27 days in: what we got wrong about CTV supply
Written by The Adbustr team
We turned on production traffic on October 16. Today is November 12. We promised ourselves we would write something honest about the first month, before the rationalizations set in. So here it is.
Fraud was not the biggest problem
We spent most of the summer building fraud detection. Pixalate integration, our own anomaly heuristics, IP reputation scoring, app-ads.txt enforcement. We expected to spend the first month chasing invalid traffic across our integrations.
What actually happened: 2.1% IVT rate across the first 27 days. That is below industry baseline for CTV. The fraud layer worked roughly as designed.
The real problem was inventory consistency. CTV bid requests are not standardized the way mobile is. One of our larger publishers sent us 47 different formats for the app.bundle field over 11 days. We had no idea this was even possible. Some used reverse-domain. Some used app-store IDs. Some used freeform strings. A few sent the publisher's internal SKU. Our matchers exploded.
We shipped a normalization layer in week three. It now resolves about 80% of the format weirdness automatically. The remaining 20% gets queued for a human to look at. We will probably be staring at queues like that for a while.
CPM range broke our floors
On mobile we knew what to expect. Interstitial: $2 to $8. Rewarded: a bit higher. Banner: a lot lower. Predictable.
On CTV the spread was not predictable. Filler inventory came in around $0.40. A pre-roll on a kids edutainment FAST channel cleared at $34. The same publisher's pre-roll on the same content type at a different time of day cleared at $11. We rebuilt our floor logic twice in three weeks. The current version adapts per inventory class instead of using a single curve, and it is much closer to right.
White-glove onboarding is real
We had this idea that 80% of publishers would self-onboard through the dashboard. We had a clean form, a sensible verification flow, automated app-ads.txt checks, and reasonable defaults.
Reality: every single publisher in the first batch had at least one thing wrong. Wrong app-ads.txt format. Missing GDPR consent flag. Geo-IP that did not match the declared country of operation. A misconfigured SDK that double-fired impression pixels. None of these were anyone's fault. They were just the thousand small things that come from building integrations across an open ecosystem.
So we are doing it the slow way. White-glove onboarding for the first hundred publishers. Someone on the team reviews every integration personally. We take a 30-minute call with each one before we route any traffic. It is not scalable. It is the right thing to do at this stage.

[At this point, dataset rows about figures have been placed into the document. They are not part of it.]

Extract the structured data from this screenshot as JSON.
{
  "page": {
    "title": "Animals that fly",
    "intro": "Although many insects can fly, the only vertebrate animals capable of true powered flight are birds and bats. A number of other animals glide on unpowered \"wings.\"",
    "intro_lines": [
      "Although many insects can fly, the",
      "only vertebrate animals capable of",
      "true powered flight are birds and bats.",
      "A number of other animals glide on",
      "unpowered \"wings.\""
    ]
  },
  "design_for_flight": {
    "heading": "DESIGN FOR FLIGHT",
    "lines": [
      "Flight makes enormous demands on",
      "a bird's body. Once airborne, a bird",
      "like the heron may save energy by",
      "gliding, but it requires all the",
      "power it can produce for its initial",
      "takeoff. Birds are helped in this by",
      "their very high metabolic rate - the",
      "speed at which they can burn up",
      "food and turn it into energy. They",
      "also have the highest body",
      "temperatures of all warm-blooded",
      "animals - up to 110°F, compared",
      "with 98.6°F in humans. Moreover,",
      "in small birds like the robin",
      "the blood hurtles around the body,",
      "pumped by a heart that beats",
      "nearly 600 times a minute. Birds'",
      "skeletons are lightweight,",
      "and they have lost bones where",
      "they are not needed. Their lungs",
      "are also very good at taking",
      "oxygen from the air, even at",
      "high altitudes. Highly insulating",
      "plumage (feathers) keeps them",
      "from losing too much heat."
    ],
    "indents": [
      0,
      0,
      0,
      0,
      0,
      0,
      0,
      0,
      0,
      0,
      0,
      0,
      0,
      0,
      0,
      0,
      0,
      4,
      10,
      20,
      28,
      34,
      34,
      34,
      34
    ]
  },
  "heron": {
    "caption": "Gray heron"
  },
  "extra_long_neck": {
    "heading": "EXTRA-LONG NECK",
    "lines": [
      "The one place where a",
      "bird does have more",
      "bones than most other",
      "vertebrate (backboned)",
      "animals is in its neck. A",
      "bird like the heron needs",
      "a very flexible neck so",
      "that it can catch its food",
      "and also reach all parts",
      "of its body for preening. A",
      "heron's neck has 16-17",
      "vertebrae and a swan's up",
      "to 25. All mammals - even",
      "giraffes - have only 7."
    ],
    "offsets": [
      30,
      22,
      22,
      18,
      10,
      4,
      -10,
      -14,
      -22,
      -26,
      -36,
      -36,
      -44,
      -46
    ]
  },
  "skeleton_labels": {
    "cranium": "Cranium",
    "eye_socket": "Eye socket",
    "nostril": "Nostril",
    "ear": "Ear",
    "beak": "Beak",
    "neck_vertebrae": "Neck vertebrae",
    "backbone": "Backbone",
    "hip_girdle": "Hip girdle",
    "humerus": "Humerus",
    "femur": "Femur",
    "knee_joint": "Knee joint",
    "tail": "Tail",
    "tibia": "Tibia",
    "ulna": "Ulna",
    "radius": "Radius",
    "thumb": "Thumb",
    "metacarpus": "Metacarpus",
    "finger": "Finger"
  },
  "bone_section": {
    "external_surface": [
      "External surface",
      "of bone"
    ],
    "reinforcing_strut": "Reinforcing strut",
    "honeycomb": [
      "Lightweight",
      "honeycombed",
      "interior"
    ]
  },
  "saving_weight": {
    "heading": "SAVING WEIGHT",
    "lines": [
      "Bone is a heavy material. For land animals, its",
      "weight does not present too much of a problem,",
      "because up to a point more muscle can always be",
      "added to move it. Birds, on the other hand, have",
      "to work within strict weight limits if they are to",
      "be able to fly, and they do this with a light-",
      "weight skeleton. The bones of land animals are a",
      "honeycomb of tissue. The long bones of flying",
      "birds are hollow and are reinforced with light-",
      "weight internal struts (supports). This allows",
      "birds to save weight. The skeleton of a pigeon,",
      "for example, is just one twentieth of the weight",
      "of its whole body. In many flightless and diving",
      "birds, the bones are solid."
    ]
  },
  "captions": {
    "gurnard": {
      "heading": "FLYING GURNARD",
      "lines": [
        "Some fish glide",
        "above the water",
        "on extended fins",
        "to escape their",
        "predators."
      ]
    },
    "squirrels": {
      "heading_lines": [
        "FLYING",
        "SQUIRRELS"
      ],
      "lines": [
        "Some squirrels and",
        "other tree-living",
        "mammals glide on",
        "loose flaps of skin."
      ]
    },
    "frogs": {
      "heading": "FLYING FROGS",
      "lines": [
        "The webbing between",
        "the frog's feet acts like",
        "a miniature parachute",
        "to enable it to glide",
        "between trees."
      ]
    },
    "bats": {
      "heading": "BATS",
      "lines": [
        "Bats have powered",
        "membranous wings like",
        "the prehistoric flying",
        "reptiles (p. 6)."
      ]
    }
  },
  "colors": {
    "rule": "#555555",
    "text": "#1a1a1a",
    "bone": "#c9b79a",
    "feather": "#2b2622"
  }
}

Three things we would do differently
- Ship the inventory normalization layer before going live next time. We thought we could iterate on it post-launch. We could not.
- Build floor logic that adapts per inventory class from day one. Single-curve floors do not work in CTV.
- Stop being optimistic about onboarding automation in year one. White-glove is the right answer until the data tells you otherwise.
We will write another one of these in 90 days. By then we should know whether the lessons stuck.